The Chicago Underground Library exists to bring literary artists together and to make the community more accessible to both outsiders and insiders. When Taylor graduated college, where the Chicago-native and self-proclaimed generalist ended up studying Film Theory, she had a hard time navigating the literary map of Chicago. What she found was all these subcultures essentially existing in their own bubbles and not interacting. By exploring this idea of the library, she saw the interrelatedness between zines, literary journals, one-off literary whims and other literary ephemera. "When you’re digging around in your own backyard there’s a lot you can learn from what was made down the street from you. The same resources, similar context," Taylor says.

If it wasn't for looking down the street for its neighbors, the CUL might be so underground it'd be buried. Due to a horrible move and suffocating relocation, the CUL went on haitus from late 2007 to late 2008. In preperation for this year's Printers' Ball(7/31/09), Ball volunteer Taylor spoke with Daniel Tucker, the editor and publisher of the biannual arts activism journal AREA. When he found out about the library's limbo status, he invited Taylor and the CUL to share the Logan Square storefront (2129 N. Rockwell)  AREA shares with arts thinktank  InCUBATE.

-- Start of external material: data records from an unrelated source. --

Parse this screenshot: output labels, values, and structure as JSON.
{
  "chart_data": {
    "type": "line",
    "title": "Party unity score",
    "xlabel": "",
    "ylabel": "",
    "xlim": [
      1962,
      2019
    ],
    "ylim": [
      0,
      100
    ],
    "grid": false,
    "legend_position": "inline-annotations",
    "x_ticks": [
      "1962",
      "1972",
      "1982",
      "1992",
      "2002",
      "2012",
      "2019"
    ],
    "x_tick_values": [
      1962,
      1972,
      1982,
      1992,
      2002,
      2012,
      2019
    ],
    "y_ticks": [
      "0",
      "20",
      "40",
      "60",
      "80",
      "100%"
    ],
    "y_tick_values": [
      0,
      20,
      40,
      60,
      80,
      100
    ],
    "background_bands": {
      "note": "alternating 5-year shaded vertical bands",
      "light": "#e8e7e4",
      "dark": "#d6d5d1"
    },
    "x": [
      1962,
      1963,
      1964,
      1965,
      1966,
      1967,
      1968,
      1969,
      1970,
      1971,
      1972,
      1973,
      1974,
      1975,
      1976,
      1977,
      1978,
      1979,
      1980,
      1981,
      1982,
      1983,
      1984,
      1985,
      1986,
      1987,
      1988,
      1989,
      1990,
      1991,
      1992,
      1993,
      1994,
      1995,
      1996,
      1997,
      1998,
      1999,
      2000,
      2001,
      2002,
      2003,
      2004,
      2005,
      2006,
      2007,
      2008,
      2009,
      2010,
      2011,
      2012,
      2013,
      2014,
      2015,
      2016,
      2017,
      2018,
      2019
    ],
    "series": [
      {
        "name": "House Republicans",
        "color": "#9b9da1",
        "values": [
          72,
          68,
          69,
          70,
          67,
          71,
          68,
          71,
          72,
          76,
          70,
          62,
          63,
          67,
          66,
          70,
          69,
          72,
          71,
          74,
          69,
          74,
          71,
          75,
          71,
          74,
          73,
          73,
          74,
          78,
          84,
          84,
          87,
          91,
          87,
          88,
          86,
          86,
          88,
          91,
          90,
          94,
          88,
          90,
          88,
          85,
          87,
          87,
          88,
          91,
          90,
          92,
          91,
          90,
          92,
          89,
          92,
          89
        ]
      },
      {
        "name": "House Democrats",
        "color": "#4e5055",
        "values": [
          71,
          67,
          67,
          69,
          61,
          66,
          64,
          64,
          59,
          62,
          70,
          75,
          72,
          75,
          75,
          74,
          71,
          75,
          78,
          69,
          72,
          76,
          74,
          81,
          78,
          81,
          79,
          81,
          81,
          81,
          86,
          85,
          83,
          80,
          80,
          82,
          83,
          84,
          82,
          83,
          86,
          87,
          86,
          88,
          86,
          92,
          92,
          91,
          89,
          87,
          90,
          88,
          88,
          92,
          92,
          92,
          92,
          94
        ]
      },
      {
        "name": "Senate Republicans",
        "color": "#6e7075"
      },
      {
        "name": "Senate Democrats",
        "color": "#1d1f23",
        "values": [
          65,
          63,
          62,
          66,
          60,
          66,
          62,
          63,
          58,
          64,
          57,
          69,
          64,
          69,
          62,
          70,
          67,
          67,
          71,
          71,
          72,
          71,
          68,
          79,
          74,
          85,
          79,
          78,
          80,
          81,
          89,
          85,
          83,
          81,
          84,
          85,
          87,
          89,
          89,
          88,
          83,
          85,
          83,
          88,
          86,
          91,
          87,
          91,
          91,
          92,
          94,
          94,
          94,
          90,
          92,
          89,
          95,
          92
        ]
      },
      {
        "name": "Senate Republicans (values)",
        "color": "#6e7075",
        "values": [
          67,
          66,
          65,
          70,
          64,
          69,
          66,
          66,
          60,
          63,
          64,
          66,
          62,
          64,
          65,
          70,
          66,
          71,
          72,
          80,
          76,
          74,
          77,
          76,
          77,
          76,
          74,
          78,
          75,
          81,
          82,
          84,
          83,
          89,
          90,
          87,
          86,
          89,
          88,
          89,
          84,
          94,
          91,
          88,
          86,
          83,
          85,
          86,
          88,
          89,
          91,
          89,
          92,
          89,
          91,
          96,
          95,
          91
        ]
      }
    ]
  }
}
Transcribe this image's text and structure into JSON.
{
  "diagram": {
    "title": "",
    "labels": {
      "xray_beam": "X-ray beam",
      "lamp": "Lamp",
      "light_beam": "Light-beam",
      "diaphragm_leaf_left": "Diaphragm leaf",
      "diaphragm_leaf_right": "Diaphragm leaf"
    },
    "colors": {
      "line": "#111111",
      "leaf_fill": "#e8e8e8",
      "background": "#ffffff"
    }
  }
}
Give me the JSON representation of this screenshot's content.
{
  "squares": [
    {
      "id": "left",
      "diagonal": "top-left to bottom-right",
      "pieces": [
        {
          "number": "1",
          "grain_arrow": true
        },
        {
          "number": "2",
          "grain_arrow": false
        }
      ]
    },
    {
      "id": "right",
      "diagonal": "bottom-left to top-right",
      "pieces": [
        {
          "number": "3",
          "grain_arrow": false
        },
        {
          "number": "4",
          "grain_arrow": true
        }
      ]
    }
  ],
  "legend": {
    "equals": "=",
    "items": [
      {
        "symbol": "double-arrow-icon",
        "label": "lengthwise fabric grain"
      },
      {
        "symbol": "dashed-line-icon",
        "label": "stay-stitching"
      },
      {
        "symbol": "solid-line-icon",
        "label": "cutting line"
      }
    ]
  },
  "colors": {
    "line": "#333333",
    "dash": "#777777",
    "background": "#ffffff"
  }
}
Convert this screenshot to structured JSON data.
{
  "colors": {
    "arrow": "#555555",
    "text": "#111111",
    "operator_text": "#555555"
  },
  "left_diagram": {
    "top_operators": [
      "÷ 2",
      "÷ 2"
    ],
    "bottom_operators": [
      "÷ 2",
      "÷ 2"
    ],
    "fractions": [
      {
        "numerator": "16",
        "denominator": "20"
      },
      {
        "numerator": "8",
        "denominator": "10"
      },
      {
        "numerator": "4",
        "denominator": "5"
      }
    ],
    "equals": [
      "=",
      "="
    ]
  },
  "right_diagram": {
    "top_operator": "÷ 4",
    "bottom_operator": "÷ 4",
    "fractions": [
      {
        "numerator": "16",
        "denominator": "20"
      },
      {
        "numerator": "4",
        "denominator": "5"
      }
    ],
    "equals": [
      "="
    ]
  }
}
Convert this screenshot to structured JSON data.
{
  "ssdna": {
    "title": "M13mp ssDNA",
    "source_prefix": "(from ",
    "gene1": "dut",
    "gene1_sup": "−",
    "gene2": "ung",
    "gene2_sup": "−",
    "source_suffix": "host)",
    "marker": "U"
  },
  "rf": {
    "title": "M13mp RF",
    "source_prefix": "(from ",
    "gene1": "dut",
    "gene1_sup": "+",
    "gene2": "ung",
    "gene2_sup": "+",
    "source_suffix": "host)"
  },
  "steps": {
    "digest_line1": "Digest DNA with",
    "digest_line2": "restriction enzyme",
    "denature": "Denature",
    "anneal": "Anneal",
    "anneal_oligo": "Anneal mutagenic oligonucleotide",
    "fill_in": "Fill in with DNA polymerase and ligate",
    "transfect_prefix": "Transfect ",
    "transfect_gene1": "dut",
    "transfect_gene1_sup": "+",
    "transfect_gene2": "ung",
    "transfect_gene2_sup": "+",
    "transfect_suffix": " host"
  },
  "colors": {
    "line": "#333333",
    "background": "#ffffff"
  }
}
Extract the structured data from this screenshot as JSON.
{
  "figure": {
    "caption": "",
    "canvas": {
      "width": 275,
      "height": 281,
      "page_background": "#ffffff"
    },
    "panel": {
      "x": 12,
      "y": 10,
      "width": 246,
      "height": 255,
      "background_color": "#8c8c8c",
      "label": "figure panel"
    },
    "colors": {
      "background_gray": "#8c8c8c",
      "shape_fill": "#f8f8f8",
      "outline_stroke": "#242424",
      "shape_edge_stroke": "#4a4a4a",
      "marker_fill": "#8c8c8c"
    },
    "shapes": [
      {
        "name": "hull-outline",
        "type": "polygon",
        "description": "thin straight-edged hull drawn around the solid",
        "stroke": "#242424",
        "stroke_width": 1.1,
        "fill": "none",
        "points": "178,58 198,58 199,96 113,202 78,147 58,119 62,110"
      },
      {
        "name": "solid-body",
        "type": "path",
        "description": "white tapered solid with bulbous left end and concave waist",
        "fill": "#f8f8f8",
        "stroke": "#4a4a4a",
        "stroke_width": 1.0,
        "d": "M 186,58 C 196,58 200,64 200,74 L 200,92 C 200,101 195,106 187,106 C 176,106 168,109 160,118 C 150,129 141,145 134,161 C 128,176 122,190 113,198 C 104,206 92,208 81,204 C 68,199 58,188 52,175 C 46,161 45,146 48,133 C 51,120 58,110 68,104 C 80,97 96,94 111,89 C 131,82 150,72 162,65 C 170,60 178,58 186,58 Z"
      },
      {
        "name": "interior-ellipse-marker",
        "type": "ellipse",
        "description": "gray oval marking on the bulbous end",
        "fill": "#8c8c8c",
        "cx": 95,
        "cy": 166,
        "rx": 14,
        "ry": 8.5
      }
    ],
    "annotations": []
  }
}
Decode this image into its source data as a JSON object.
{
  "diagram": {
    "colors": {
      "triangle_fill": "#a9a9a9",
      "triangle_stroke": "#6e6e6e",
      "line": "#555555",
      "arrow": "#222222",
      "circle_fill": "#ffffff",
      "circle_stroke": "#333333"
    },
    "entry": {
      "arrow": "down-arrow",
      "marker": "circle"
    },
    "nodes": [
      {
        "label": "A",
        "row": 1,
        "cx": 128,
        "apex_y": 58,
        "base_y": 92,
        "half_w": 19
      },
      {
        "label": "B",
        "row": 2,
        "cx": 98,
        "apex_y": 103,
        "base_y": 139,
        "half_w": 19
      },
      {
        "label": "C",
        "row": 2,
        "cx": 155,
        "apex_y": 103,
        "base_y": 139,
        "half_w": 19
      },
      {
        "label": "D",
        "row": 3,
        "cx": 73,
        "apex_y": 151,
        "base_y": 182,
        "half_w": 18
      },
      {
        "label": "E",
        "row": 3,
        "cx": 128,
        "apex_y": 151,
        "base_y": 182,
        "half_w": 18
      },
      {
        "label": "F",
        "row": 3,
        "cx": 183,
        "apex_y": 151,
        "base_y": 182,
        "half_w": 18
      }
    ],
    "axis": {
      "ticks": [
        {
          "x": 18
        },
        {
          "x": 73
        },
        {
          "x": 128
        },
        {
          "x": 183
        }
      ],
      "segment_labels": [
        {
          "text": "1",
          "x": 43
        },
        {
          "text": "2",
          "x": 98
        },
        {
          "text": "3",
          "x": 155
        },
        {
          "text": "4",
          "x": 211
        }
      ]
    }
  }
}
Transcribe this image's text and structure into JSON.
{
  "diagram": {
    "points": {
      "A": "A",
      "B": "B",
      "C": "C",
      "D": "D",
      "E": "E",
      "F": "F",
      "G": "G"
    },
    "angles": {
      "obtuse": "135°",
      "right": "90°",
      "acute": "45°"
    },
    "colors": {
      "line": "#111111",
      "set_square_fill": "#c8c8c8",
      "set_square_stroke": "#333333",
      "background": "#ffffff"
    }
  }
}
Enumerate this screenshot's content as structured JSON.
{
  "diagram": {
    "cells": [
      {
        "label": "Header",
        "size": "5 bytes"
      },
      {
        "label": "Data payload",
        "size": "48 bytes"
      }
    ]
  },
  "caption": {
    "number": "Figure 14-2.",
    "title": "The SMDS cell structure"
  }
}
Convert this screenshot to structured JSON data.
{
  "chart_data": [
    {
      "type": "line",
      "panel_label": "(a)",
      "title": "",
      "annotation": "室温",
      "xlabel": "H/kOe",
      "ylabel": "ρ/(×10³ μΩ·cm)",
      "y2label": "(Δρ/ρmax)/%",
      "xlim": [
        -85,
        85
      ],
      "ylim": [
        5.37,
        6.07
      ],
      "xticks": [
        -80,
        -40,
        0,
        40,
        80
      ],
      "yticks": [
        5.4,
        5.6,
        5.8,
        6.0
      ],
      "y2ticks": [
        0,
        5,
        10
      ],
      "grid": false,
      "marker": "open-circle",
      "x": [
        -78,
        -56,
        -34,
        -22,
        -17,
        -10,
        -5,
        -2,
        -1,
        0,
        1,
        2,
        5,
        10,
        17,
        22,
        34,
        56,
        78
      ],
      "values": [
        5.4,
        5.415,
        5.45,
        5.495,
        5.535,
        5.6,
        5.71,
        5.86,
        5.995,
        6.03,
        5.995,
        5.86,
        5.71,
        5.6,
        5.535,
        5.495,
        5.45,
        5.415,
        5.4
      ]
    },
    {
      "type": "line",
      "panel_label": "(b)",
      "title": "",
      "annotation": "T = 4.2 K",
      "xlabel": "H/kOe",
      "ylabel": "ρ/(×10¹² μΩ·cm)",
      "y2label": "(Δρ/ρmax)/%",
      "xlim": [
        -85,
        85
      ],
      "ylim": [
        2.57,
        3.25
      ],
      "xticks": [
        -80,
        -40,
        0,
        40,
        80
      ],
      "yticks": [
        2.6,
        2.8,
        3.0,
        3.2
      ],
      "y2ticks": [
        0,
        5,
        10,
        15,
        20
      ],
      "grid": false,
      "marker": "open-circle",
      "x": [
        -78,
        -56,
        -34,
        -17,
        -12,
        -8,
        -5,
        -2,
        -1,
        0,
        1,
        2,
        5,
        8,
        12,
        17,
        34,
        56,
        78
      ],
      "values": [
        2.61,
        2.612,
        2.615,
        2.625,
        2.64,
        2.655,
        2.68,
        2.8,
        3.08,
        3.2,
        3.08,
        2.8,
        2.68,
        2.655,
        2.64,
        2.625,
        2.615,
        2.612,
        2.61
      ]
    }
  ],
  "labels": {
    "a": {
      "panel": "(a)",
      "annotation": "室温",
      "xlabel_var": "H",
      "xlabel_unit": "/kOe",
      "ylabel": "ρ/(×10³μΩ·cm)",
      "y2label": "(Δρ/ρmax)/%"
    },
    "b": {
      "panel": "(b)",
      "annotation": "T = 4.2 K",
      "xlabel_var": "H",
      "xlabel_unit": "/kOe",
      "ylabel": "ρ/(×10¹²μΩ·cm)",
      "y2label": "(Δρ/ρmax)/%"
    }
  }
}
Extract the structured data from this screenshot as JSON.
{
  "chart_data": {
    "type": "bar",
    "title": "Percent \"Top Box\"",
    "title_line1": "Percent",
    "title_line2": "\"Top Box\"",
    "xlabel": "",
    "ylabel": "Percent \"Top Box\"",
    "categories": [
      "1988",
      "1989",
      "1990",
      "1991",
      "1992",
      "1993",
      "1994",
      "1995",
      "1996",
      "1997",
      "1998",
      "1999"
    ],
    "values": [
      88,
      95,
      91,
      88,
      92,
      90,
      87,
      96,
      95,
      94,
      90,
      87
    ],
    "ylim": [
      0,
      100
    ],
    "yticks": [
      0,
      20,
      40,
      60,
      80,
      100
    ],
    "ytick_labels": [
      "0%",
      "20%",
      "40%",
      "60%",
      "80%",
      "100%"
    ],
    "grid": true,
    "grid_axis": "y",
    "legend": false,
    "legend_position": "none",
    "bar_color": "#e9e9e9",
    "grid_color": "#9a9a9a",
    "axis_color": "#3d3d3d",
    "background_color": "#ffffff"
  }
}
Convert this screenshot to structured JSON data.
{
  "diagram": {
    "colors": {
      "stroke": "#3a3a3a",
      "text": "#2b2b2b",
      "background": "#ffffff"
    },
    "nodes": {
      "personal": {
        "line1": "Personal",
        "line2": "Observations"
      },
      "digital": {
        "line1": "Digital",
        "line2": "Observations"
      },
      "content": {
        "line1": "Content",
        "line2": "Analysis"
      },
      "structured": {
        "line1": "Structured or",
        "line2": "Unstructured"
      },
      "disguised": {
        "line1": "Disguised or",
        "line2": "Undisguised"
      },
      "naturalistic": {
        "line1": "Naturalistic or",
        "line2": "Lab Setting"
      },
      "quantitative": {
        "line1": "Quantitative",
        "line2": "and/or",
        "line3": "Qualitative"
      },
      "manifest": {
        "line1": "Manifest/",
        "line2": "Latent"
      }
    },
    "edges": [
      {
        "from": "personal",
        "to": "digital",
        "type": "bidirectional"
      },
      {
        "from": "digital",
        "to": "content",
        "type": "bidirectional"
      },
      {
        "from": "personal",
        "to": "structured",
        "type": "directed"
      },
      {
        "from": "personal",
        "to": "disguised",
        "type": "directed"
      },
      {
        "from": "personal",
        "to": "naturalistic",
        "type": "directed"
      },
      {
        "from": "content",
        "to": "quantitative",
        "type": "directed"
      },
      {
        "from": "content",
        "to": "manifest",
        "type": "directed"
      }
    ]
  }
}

The CUL has just put up a wall of shelves for its 1,000's of publications, which Taylor expects to double by the end of the year now that they have a home. Tayor wants to make a home for everything printed in Chicago. "A lot out there that hasn’t gotten its due. At this point in our history the likelihood of there ever being a true mainstream is unlikely." The collection ranges from zines, including its oldest title Crumbs of Comfort, a 1908 pamphlet of proverbs and aphorisms, to junior high school student zines to 1980’s Streetwise to Triquarterly and Poetry Magaizine. Taylor stresses that the CUL's mission is to collect--and take donations from--all things print without discriminating or favoring.

The CUL exists not just to help these niche groups find an audience but for writers and readers to see the correlation. The print materials are tagged and catalogued with the user in mind so he can navigate the physical printed web of connection, like a local literary six degrees of separation.

"We want to find everyone’s hands who’ve touched it so we can link those people together and find that trail of influence," Taylor says.

With 30 online volunteers, half of whom attend monthly meetings, with the diehard cataloguers meeting weekly, Taylor's intention is to make the CUL self-sufficient within a year, when she plans on moving to and opening up an underground library in LA, which will be linked to Chicago. Though you can't check anything out, there's so much to check out that can open your eyes to the history and progress of Chicago's print collective.

For more info: The CUL(2129 N. Rockwell) is open from 1-5pm on Saturdays or by appointment.